They failed over Detroit and failed in Denmark: apparently, certain terrorist apprentices are not the sharpest knives in the drawer, as the saying goes.
Certainly, in all jobs and professions, there exists a percentage of incompetent persons. Yet since Richard Reid (the one who, in 2001, was incapable of making his shoe explode on a Paris-Miami flight), we must face the evidence: incompetence is king in the domain of terror.
Consequently, the Somali citizen who, on New Year’s Day, attempted to assassinate one of the artists of the famous Mohamed caricatures failed lamentably. To have armed himself with a simple axe to complete this undertaking was not particularly brilliant. The same goes for the young Nigerian who tried to hijack flight 253 between Amsterdam and Detroit on Christmas. Setting fire to his private parts was not the best way to prepare to meet 72 virgins!
In 2006, men who were training to attack a military base in New Jersey (with arms, explosives, and so on) recorded video images of their training, embellished with virulent sermons glorifying jihad. They then brought the cassette to a photocopy shop to have it copied. Four among them are in prison for life – the fifth for 33 years.
Besides, it is not only Allah’s crazies who demonstrate a certain weakness of spirit.

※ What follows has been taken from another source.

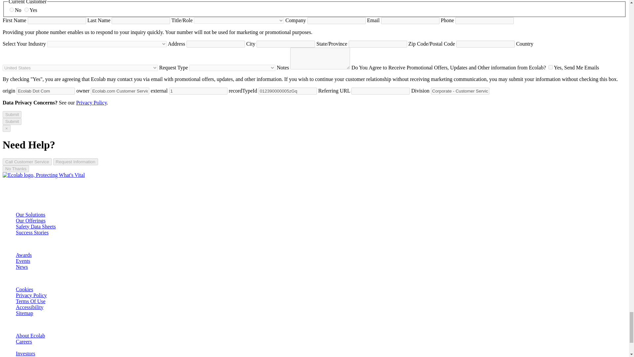 Image resolution: width=634 pixels, height=357 pixels. Describe the element at coordinates (198, 91) in the screenshot. I see `1` at that location.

In Idaho last May, eco-terrorists determined to save the planet broke eggs on the large cars on display at an automobile dealer. They also left a note (in the vein of: “down with fossil fuels!”) written on the back of the bill linked to the purchase of the eggs. Through the store’s surveillance camera, they were quickly tracked down.
Wicked Omelet
Surely, all of this is laughable—provided that one does not find oneself, for example, on one of the aforementioned planes. But within the American Secret Service, nobody finds these incidents funny. That is for two reasons.
The first lies in the fact that the ‘pants bomber’ in particular brought attention to the very serious errors of counter-terrorism. To have not paid enough attention to what was going on in Yemen is one of them: the situation there has deteriorated so far that Washington and London judged it prudent to close their embassies in Sanaa yesterday. Another persistent error: the inability of the Secret Service to coordinate its activities and transmit information.
The Americans affirm that a dozen al-Qaeda “cadres” directly under Bin Laden and al-Zawahiri have been liquidated over the past 2 years. But to identify the free electrons of terrorism—these amateurs who pop up all over the place, practically without any organizational ties—is more difficult.
That they are amateurs is in this circumstance is somewhat of a blessing.